Although the link between creativity and authorship is deeply embedded in industry practice and in the public understanding of cinema, the two concepts are not equivalent. Creativity, our primary focus here, is a psychological and aesthetic concept; it is a matter of degree; making sense of it requires close attention to process. Authorship, a puzzling and imported notion in the context of film, is a legal, political, and economic concept, a matter of credit and responsibility, of marketing. It is often linked to what Dana Polan identifies as a cultural “desire” (2001) for a single artist to whom we can attribute generation of an artwork. Creativity is neither necessary nor sufficient for legal authorship: some “authors” of some films deploy and exhibit minimal or no creativity, and conversely many highly creative contributions to filmmaking are neglected or bypassed in the contexts of power and institutions where authorship is attributed.

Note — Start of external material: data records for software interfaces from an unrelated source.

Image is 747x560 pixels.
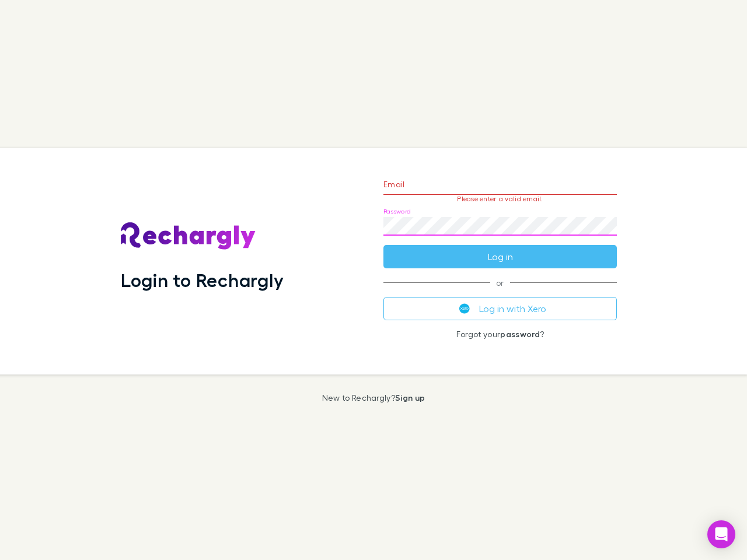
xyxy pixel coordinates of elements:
[459,303,470,314] img: Xero's logo
[384,195,617,203] p: Please enter a valid email.
[322,393,426,403] p: New to Rechargly?
[384,329,617,339] p: Forgot your ?
[384,282,617,283] span: or
[384,207,411,216] label: Password
[500,329,540,339] a: password
[121,222,256,251] img: Rechargly's Logo
[708,521,735,548] div: Open Intercom Messenger
[395,392,425,403] a: Sign up
[384,245,617,269] button: Log in
[384,297,617,320] button: Log in with Xero
[121,269,284,291] h1: Login to Rechargly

Of course, creativity and authorship in film are connected, though not necessarily in any stable, context-independent way. We suggest that understanding creativity better will, and should, affect and liberalize attributions of authorship. In future work we will address the political elements of authorship status in film directly. One recommendation is that a simple innovation in film referencing developed by Pearlman should be widely adopted. In-text citations of films should read (Director Surname et al. YEAR), and bibliographies and lists of works cited should follow up with an IMDB link or an AFI database link to the credits for the film. We propose this in part because referencing systems that cite the director as author are unclear as to whether that citation is intended to signify legal authorship (as in who would be the respondent in a legal case concerning the film’s ideas or other things) or creative authorship (as in who has the ideas and realizes them onscreen). In either case citation of director as sole author is fallacious. The director is not the legal author of a film. The production company is the author for legal purposes. The director is also not exclusively the creative author of a film, as we will argue in the balance of this chapter. Thus, if the reference system’s citation method is intended to imply that the director is the creator of the film, adding “et al.” is not only a positive reminder that films are created in complex embodied, embedded, and enactive cognitive systems. It is also an implied question that begs readers to ask themselves who else may have been involved. Were there women, for example, who have not been foregrounded?